Sunday, September 23, 2018

Blaming Brexiters

The following is a comment on Chris Grey's partly excellent denunciation of Theresa May's (and the British government's) approach to Brexit. Unfortunately Chris does not permit comments. I recommend reading his work here.*



I agree with most of this* (as a Brexit supporter). Where I disagree is with blaming the Brexiters. May and most of her supporter are remainers. It's May who is trying to subvert the options by pretending there is a half in, half out panacea which the EU is just somehow in denial about. I agree it makes her and the UK look foolish, but you have to keep in mind that May thinks she is offering the EU essentially a betrayal of Brexit by sticking to EU rules while claiming independence. She thinks that's a 'good deal' for them and cannot understand why she is rejected. She fails to understand what a project the EU is. The EU is already looking to the East (Bulgaria, Ukraine spring to mind) for ways to extend its power. The idea of losing a few fellow travellers along the way was already priced in. The EU's thinking may (reluctantly) be compared with Hitler's in 1939- Britain can keep her world trading network malarkey if the Germany gets mainland Europe and its satellites. May's willingness to parley Britain's military strength in return for Chequers is a sign that she's not completely ignorant of this, but at least publicly she is bereft of this awareness, claiming that the EU must compromise.

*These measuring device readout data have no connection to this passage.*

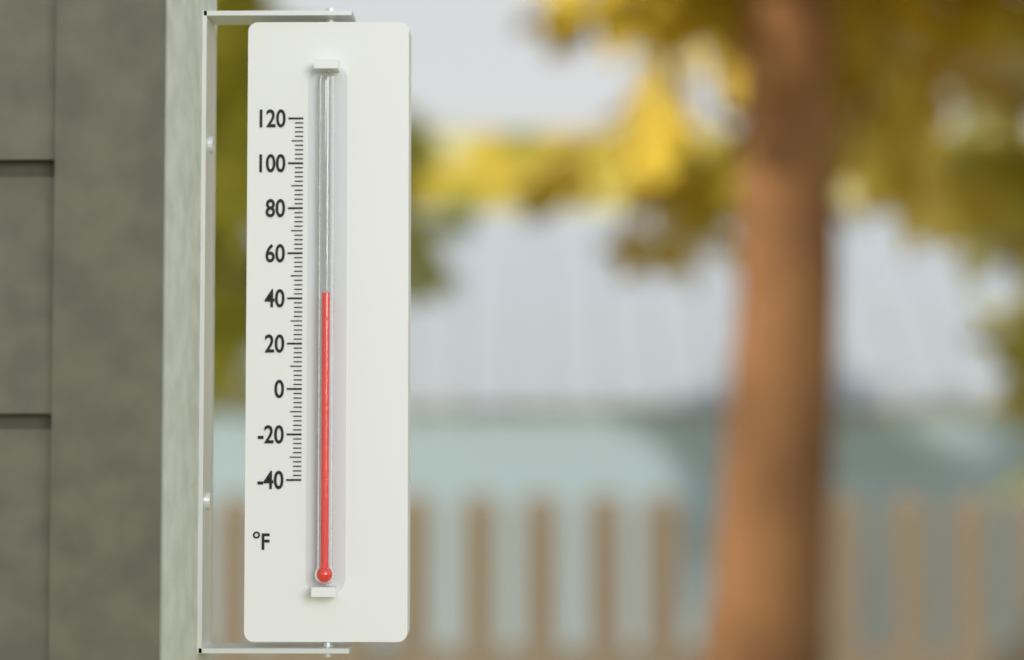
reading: 42 °F
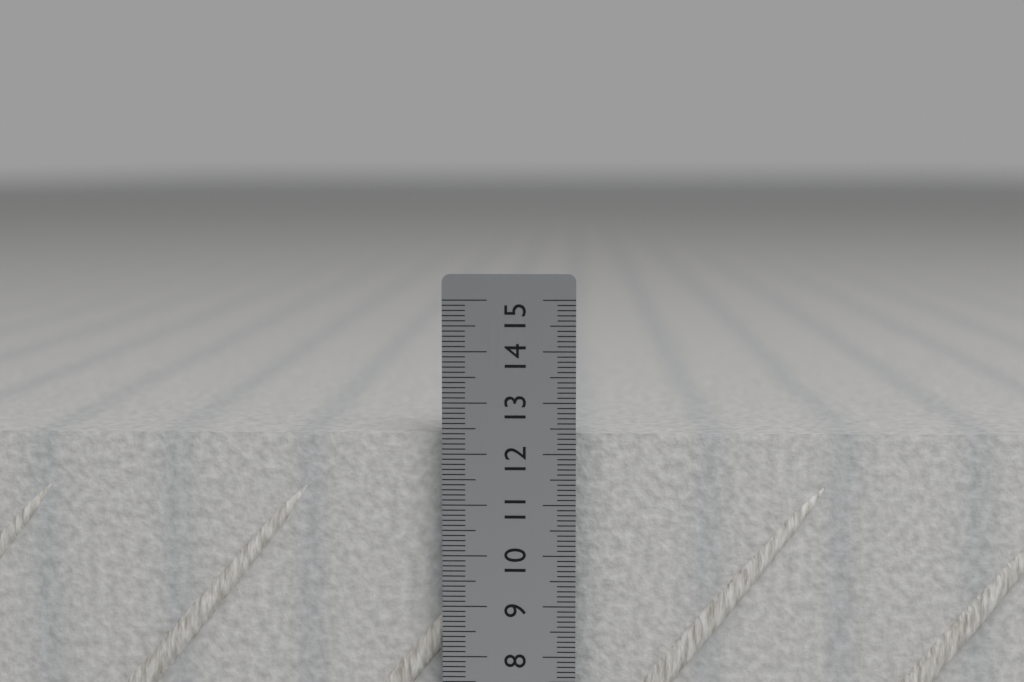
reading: 12.4 cm
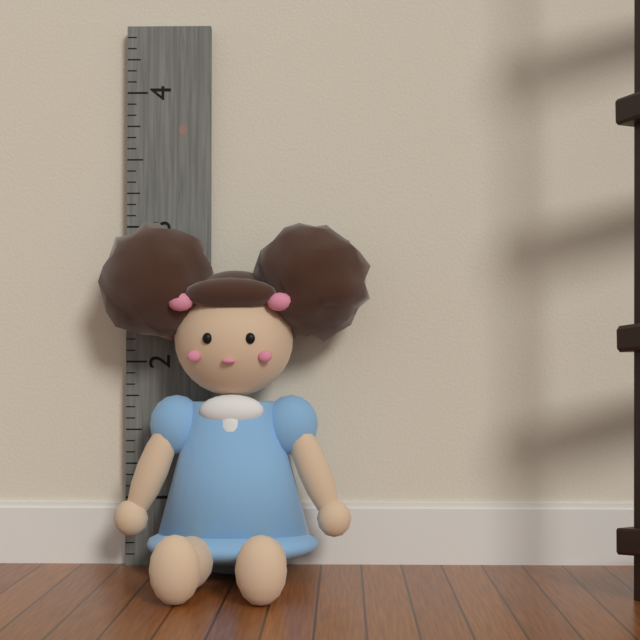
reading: 3.000000 (no unit)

The central accusation against Brexiters is unfair though: the idea that 'access' is a weasel word (implying that we will somehow keep Single Market conditions) must be set against the false expression 'frozen out' (widely used by remainers), which suggests that the EU has no interest in its own trade surplus with the UK, or any regard for WTO rules. In the referendum these poles were logically the parameters of discussion and rhetoric- neither is per se dishonest. As regards elision of the options post-Brexit, the exact form of a trade agreement would always be moot until formulated in black and white- which is a chief culpability of May and her remain instincts leading to hope of a false 'leave', a kind of cosmetic agreement with plenty of sweeteners, underlining British exceptionalism within the EU (which seems to me entirely unjust, unmerited and dangerous- as perhaps Barnier agrees).

As a supporter of leave, motivated by the democratic deficit in the EU, economic protectionism and inequalities promoted by the EU, the sluggish reaction to crises,the bully-boy tactics, the bureaucracy and high-handedness I have first-hand witnessed, and the sheer banality of revisiting Europe's idees fixees for the satisfaction of boomer Germans and Frenchmen- plus enthusiasm for the world at large- I know as most of my fellow leavers know, and most leavers clearly want, that you leave, and then mitigate. You come to the EU as a supplicant (which attitude they desire) and behind your back you have several big sticks to chase the dissolute high priest (trade, finance, and military cooperation). Don't accuse leavers of the muddled thinking that May embraces as a way of tricking 'the nasty party' as she sees them. That would be to slander them twice over.